• **What the task requires**
Your answer is the line containing "The width and height of the screenshot is (565, 318)." plus every line after it to the end of the data below, transcribed exactly and with nothing else.

---------- Supplied records ----------

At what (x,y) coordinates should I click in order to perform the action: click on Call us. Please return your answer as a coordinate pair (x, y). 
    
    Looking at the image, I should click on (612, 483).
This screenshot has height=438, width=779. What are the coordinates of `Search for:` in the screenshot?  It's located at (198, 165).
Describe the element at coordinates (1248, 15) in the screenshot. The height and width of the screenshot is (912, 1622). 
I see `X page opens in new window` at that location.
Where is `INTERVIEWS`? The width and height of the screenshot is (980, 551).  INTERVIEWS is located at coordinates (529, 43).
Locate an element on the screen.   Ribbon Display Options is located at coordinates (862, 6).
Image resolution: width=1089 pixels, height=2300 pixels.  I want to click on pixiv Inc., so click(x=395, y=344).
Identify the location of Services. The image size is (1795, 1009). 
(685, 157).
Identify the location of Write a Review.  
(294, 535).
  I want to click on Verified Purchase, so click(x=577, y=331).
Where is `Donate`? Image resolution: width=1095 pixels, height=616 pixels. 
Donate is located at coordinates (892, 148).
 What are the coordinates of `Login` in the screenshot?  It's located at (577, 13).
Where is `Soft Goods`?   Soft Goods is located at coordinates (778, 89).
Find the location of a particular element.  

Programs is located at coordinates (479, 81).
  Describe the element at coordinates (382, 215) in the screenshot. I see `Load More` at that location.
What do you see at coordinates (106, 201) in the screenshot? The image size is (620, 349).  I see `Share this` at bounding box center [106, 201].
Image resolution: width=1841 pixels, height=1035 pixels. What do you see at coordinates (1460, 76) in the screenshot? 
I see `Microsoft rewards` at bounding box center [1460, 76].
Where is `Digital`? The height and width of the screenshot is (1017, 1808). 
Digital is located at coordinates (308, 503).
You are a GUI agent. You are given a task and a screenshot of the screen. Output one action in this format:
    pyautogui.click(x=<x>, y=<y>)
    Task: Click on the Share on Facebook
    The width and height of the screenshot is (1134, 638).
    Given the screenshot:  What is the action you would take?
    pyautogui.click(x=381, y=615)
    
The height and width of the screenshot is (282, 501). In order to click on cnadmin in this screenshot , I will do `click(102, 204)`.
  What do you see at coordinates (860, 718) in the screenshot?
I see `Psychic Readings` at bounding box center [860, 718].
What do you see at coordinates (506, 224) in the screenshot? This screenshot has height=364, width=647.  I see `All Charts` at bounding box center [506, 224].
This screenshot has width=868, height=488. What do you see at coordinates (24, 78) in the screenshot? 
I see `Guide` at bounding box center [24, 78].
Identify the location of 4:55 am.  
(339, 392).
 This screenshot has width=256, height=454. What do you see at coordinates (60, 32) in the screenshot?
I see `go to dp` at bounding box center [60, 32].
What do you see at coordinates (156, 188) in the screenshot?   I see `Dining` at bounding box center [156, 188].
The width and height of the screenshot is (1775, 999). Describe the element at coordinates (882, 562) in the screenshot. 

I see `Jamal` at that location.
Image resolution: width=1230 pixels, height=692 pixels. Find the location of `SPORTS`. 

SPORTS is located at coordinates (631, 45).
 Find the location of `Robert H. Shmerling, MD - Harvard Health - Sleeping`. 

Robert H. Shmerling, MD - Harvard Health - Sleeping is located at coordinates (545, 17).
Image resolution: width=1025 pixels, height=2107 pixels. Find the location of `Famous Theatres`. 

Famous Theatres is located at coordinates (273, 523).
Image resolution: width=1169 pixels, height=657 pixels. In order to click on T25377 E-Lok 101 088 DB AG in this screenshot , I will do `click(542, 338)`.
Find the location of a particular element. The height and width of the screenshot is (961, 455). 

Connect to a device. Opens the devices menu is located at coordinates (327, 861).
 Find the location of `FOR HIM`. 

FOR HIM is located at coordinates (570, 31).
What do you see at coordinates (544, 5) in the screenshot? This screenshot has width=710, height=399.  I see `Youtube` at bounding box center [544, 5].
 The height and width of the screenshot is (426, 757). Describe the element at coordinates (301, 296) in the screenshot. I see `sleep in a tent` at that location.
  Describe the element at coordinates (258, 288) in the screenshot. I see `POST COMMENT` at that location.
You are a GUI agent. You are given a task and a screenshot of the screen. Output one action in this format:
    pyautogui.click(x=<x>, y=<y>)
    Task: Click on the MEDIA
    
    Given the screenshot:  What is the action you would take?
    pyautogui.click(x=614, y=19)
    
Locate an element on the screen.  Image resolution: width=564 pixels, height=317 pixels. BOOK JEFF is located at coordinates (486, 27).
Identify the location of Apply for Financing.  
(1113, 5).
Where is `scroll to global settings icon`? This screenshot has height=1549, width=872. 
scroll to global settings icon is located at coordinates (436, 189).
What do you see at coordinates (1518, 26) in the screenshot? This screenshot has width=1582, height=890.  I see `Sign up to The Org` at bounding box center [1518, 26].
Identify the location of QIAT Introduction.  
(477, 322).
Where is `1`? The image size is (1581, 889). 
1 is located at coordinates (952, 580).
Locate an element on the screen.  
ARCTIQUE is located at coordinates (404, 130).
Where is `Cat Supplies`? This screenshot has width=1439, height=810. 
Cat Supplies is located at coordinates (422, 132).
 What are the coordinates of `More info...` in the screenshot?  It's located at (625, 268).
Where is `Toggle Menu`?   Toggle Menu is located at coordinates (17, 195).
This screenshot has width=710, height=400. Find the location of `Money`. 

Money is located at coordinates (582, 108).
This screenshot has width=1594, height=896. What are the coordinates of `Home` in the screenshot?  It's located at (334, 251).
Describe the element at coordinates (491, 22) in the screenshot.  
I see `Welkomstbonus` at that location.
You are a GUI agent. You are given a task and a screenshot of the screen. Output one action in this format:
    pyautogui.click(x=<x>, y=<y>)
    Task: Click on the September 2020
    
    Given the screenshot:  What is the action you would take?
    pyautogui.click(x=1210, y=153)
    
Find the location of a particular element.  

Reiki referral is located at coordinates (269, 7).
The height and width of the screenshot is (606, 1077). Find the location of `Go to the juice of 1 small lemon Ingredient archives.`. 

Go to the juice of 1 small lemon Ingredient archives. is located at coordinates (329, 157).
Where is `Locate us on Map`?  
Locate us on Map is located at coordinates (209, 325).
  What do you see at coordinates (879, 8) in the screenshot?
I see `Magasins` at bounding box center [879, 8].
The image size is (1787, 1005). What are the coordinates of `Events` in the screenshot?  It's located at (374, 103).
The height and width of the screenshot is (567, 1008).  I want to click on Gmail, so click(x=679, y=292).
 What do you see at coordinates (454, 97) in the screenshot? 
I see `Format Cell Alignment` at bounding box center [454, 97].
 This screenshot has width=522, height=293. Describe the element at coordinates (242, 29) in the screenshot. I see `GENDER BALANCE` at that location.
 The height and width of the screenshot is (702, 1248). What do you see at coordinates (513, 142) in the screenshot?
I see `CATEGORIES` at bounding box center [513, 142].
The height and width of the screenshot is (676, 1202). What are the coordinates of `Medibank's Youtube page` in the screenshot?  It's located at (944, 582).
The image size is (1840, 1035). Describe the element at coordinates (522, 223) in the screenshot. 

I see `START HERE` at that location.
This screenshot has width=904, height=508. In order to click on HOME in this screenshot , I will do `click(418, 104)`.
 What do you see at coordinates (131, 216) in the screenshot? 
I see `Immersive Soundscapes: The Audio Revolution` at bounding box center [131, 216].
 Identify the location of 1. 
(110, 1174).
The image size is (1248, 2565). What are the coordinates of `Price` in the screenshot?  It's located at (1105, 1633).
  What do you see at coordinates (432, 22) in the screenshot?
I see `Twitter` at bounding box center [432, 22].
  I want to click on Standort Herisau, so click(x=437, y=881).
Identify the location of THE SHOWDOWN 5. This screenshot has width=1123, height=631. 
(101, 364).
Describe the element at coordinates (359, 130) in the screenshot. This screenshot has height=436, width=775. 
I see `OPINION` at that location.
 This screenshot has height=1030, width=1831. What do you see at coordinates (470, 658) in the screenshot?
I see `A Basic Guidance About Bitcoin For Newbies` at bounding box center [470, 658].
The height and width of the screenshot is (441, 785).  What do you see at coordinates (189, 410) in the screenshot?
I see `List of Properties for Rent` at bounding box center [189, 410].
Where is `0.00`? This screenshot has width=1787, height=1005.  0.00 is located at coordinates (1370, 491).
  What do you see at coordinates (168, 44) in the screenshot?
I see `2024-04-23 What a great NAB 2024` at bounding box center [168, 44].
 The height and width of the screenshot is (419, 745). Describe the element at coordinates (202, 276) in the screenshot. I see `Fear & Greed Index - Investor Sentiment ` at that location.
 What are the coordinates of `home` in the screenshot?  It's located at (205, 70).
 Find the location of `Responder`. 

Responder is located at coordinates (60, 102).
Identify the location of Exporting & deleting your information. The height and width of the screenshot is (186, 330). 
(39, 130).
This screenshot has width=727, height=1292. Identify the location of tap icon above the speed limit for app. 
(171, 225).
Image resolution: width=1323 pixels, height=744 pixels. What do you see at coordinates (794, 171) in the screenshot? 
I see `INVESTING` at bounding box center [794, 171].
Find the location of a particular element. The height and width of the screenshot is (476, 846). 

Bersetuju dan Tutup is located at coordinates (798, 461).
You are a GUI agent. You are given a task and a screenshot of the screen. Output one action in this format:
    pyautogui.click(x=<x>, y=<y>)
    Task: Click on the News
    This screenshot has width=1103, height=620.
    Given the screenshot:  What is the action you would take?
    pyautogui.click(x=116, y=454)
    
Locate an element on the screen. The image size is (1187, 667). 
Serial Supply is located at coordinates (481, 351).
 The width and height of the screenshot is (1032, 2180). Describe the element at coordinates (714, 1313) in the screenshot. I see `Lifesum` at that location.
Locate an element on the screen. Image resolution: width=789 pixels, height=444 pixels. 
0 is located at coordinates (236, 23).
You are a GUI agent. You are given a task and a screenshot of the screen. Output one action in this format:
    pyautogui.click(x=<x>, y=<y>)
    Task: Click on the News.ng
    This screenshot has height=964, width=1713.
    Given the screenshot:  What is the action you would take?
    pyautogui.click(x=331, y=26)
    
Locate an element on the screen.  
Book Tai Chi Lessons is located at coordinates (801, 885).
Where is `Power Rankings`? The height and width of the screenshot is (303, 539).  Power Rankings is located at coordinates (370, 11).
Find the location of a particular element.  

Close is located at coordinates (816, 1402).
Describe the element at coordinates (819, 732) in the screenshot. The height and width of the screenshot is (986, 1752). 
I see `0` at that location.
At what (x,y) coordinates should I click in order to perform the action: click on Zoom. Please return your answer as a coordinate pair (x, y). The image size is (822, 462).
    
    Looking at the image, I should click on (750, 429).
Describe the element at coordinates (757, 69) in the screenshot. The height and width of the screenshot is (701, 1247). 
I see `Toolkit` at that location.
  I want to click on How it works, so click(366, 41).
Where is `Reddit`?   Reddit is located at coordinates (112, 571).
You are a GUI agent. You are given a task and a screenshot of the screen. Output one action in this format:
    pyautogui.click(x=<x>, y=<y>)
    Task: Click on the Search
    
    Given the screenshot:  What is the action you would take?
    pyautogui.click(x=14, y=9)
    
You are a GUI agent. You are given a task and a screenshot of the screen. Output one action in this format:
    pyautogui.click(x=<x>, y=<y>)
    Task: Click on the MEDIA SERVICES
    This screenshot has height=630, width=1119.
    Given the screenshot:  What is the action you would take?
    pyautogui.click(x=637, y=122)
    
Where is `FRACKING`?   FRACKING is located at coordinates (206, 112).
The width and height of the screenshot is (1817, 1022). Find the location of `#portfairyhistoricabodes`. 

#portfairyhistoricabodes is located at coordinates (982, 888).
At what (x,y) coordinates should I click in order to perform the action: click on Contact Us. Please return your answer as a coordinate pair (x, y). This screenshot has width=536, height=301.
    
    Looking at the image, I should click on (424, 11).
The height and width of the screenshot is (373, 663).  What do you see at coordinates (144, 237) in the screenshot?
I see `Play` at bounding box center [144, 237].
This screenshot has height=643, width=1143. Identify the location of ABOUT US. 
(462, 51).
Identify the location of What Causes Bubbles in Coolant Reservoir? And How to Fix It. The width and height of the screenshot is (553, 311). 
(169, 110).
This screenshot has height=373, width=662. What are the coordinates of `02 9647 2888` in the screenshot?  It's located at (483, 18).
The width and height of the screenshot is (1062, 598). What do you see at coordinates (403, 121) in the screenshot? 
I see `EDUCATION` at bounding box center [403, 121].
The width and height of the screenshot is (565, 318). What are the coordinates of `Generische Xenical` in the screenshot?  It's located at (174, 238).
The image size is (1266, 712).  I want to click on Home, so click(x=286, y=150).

----------

• **Task output**
The width and height of the screenshot is (565, 318). What are the coordinates of `Generische Xenical` in the screenshot?  It's located at (174, 238).
The image size is (1266, 712).  I want to click on Home, so click(x=286, y=150).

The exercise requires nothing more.